Saturday, September 19, 2009
Looking forward to GUE Extravaganza 2009
The sinking of TT Seven Skies
Bjorn Edholm was an electrician aboard below are his notes on the incident written on letterhead from the Queen's Hotel in Singapore:
"06.30 Shaved and bathed and checked the temperature (+28 degrees) on the pier and looked out on the deck. All quiet and calm.
07.10 went into my cabin, put on the radio and began to read a book.
07.25 was thrown out of the chair onto the floor then back up again and again. All black, had no lights on and through the port holes was no light.
I left my cabin and opened the door to the deck, but closed it again. Everything was just smoke, fire (no flames, but red light) and water. An engineer came and opened the door and when through when it had calmed down somewhat, two engineers also went through before before I went out. Climbed to C-deck (I dared not try the bottom of the poop-deck). I found a Lifebelt and took the ladder down to B deck. The ship was listing about 45 degrees by now. The time was approximately 1-2 minutes after the explosion. I waited up on the railing for a short while to see if we were still sinking. The movement seemed to have subsided as she was rocking more before.
From where I stood I could see the back tyres were in the water and they seemed to float. I could see nothing of the tank deck. The Portside bridge wing was in the water and a lifeboat was at the port wing, including a mate in the boat. It was burning heavily on the starboard side.
When it looked as if we were not going to sink so suddenly I began to climb again with the help of the railing down to the height of the door of the machine room and jumped from there into the water astern of the port bridge wing and swam up to the lifeboat and was helped into it. It was almost full with water and oil. It was almost impossible to get a foothold on the slippery oil. We pulled up all that were on the port side of the boat and used a life raft that had unfurled itself to help rescue those in the water.
We tried to row away from the Seven Skies so we would not be drawn down with her when she sank. It was almost impossible to grasp the oars and put any force behind the stroke because everyone and everything was covered with black oil. We managed to get free from the hull in time, it sank 15 minutes after the explosion.
We picked up four other crew in the water and around 08.45 we were rescued by a Japanese fishing boat / trawler named Myojo Maru, where we could refresh ourselves, wash most of the oil off and were given coffee and sandwiches, while they continued looking for more missing."
Stoker Harry Lundgren said:
"Most of us were asleep when the explosion occurred. We had to throw ourselves into the sea. We could not think of what happened we just grabbed a life-vest and ran out on deck. We had time to launch a lifeboat before the ship sank but most of the crew were jumping into the sea among the floating wreckage and sticky oil."
For crew man Olle Jonsson it was a particularly bizarre experience:
"I had just risen and I only had a towel wrapped around my hips when the ship shook with the blast. Someone threw a life-vest for me and the next moment I was in the water, naked!
When I stuck my head up out of the water it felt as if someone had painted my face with oil. The towel was gone. The guys on the Japanese fishing boat were a little bit surprised when they pulled out a naked man covered in oil."
The ship sank rapidly, but within 20 minutes the 32 surviving crew members had been picked up by the Japanese fishing vessel MYOJYO MARU which was nearby at the time and transferred to the British cargo vessel ARCTIC OCEAN which transported them to Singapore. The severely injured engineer was flown to Singapore by British Air Force Helicopter.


Exercise instructions
Once you have counted the lines below that contain "caption", give that number and nothing else.

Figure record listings
★ ★ ★

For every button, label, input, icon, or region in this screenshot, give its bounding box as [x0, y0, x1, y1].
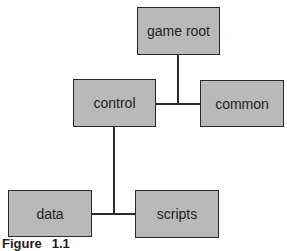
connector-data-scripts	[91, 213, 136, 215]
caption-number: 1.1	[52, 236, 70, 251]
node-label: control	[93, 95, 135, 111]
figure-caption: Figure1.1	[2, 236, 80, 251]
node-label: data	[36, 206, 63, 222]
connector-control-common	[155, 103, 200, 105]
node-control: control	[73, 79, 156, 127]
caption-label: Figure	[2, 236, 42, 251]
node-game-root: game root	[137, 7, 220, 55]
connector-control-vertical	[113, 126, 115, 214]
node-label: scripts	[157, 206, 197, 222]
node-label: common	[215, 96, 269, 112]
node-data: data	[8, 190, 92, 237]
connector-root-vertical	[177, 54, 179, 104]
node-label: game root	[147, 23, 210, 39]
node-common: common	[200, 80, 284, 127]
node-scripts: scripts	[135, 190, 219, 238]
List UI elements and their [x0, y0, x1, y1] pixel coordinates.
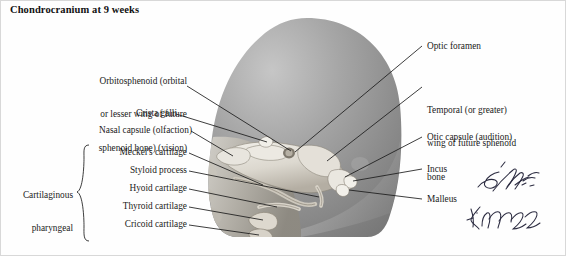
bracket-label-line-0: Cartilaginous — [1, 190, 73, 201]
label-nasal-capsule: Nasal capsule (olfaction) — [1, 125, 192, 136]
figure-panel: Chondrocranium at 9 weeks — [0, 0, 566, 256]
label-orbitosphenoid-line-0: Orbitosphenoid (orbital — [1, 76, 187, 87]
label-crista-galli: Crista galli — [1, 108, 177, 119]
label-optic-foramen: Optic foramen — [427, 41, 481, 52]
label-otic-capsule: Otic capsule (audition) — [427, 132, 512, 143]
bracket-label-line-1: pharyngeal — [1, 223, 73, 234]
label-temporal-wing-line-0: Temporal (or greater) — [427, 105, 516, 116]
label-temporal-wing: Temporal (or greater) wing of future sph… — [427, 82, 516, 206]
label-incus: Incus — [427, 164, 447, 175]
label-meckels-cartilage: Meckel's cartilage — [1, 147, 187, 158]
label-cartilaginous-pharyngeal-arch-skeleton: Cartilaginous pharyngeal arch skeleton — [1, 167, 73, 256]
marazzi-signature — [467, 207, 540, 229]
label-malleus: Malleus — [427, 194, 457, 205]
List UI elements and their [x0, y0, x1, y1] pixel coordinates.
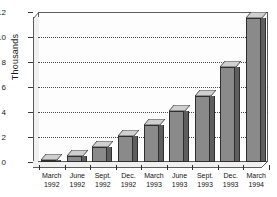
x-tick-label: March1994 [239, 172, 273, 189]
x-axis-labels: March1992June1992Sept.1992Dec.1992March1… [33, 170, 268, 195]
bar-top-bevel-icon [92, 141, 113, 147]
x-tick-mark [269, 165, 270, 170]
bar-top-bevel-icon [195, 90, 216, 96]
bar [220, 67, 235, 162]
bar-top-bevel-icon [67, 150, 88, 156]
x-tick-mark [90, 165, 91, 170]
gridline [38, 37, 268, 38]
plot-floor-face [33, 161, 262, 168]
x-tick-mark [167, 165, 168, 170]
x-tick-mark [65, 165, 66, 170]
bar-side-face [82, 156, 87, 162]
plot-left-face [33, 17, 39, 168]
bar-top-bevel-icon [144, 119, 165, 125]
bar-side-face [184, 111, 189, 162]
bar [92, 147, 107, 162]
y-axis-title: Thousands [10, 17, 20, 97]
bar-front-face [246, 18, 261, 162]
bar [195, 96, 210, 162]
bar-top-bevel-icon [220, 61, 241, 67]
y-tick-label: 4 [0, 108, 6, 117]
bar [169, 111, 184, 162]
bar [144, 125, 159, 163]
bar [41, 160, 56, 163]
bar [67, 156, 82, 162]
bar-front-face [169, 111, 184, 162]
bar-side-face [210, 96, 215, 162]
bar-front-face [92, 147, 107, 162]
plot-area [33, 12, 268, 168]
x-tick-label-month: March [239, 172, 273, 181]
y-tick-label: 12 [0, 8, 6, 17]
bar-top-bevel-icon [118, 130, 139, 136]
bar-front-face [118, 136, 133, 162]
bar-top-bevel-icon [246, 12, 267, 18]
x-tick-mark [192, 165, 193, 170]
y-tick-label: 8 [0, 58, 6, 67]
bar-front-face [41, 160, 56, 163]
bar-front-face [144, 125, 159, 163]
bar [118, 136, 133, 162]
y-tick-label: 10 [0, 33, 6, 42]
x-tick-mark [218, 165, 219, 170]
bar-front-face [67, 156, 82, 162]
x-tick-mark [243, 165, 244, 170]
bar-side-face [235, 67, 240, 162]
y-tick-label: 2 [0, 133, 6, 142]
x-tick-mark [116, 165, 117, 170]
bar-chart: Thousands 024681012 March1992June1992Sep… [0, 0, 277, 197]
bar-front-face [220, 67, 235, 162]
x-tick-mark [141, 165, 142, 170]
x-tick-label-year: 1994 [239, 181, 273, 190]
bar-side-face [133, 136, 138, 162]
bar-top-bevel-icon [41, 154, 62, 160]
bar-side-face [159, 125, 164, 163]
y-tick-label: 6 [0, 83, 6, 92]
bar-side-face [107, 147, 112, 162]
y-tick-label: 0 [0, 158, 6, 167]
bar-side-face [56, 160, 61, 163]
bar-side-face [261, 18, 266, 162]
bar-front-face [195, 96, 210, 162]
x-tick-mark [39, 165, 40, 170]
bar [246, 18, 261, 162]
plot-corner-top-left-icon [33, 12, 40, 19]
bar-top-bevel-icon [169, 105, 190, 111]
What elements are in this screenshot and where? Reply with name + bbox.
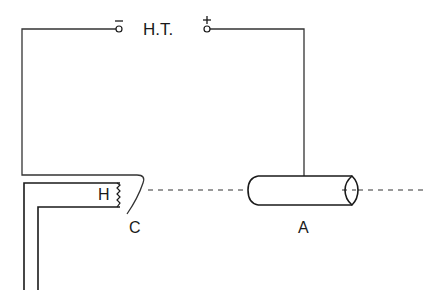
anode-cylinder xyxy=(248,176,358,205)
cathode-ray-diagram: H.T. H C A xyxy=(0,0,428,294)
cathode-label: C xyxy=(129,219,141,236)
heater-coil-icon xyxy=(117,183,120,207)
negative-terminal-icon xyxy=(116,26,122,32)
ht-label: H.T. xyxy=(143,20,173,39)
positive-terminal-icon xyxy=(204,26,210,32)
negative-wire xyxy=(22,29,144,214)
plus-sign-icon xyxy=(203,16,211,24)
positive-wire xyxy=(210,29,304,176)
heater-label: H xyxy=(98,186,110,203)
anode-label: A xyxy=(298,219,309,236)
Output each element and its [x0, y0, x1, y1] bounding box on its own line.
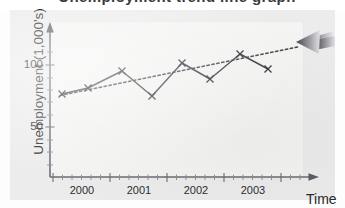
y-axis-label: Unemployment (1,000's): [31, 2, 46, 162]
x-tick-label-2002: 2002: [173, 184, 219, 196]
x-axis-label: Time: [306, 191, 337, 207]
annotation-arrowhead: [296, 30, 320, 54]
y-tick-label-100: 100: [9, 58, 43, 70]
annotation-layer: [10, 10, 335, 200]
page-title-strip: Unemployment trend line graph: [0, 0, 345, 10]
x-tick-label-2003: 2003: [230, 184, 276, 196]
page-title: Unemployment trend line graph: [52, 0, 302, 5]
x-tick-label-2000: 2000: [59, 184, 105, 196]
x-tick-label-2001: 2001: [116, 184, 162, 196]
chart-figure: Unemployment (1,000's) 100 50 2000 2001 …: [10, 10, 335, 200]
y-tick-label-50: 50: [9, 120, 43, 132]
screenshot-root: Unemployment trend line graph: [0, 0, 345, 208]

★ ★ ★

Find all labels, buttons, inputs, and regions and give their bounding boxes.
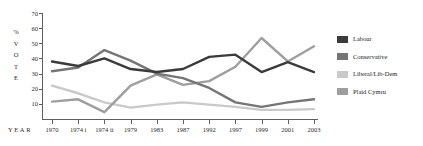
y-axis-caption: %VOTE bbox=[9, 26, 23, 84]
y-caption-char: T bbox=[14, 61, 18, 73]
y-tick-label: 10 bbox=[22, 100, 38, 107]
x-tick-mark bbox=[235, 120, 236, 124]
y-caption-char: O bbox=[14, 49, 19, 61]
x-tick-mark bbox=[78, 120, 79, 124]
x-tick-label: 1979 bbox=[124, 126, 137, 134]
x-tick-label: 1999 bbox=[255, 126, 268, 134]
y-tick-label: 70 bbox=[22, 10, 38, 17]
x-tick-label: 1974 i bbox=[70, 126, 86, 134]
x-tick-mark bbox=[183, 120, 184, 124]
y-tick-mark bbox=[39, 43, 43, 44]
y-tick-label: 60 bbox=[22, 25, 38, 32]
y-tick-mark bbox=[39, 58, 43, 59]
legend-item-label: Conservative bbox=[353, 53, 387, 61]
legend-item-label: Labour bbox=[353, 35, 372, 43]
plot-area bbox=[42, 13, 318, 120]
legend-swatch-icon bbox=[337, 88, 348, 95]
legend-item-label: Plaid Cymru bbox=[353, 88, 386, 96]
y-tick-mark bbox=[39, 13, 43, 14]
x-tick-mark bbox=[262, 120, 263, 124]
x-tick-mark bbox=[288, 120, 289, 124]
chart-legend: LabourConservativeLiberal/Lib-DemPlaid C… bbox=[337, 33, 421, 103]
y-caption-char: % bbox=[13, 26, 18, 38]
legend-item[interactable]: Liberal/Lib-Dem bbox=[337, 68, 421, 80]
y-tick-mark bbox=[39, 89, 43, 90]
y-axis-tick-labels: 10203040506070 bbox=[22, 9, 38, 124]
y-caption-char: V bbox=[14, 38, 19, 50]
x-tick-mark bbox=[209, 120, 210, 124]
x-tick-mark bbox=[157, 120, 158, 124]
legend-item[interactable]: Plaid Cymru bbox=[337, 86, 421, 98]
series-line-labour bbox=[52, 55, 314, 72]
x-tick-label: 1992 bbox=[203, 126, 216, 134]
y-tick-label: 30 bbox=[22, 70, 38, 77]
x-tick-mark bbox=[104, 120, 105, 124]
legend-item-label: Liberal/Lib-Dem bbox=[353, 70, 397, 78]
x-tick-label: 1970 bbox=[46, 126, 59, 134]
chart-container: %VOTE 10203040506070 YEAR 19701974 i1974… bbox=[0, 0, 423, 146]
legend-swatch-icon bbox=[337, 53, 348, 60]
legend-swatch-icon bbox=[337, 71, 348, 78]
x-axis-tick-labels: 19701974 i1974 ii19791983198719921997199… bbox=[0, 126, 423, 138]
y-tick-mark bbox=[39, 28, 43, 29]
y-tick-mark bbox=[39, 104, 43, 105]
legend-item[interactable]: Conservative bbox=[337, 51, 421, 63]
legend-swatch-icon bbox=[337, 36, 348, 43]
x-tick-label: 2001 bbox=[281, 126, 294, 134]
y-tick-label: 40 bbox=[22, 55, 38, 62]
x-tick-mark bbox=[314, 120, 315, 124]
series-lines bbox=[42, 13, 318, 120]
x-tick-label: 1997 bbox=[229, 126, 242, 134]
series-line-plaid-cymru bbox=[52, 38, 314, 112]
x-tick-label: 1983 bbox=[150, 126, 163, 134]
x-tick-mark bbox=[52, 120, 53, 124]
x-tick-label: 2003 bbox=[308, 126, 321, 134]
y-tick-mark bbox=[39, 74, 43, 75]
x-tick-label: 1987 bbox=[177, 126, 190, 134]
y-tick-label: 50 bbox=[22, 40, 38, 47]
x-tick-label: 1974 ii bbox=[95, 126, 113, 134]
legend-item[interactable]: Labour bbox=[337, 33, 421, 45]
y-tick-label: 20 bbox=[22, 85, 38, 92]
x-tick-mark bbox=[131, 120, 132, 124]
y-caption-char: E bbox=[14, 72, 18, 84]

★ ★ ★

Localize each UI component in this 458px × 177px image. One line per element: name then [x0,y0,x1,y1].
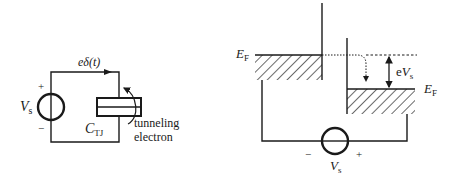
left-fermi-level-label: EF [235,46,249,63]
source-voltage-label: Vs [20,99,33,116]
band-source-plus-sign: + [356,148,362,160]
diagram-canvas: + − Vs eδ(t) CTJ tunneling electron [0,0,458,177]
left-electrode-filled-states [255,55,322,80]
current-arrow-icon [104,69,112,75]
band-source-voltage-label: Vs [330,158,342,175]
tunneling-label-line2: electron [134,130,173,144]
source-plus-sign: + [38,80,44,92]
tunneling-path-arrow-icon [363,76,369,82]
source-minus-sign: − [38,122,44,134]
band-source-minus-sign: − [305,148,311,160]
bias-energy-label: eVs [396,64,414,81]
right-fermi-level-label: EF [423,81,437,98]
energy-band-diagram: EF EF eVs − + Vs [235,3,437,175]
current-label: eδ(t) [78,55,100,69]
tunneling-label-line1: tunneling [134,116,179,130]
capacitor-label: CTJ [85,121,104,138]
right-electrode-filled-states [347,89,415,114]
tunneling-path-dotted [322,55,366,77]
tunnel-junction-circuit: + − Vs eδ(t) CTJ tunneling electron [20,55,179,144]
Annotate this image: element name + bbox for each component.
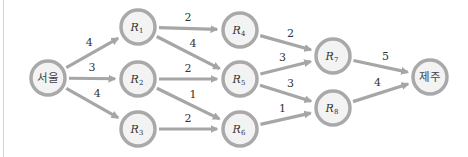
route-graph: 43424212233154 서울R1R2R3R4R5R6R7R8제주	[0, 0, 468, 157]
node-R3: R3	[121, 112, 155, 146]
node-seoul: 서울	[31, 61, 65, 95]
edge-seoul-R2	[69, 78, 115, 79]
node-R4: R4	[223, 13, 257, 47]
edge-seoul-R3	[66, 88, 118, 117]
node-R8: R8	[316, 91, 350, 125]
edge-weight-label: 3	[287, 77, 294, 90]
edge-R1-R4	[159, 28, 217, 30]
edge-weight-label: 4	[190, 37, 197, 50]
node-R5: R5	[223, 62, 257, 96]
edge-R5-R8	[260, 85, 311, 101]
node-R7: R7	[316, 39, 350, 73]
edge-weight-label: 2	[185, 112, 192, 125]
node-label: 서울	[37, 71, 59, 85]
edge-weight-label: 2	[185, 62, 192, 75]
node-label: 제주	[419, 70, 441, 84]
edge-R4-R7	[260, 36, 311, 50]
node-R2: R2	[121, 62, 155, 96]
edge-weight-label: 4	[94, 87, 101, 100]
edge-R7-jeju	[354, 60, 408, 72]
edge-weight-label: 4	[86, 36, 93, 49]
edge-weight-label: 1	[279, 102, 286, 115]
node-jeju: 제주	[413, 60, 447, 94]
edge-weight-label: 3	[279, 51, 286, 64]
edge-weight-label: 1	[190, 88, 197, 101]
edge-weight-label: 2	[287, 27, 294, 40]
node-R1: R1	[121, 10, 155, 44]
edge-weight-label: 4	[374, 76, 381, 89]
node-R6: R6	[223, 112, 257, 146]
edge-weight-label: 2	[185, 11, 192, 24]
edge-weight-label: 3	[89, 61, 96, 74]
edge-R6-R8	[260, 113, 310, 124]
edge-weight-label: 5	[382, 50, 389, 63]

★ ★ ★

Answer below
9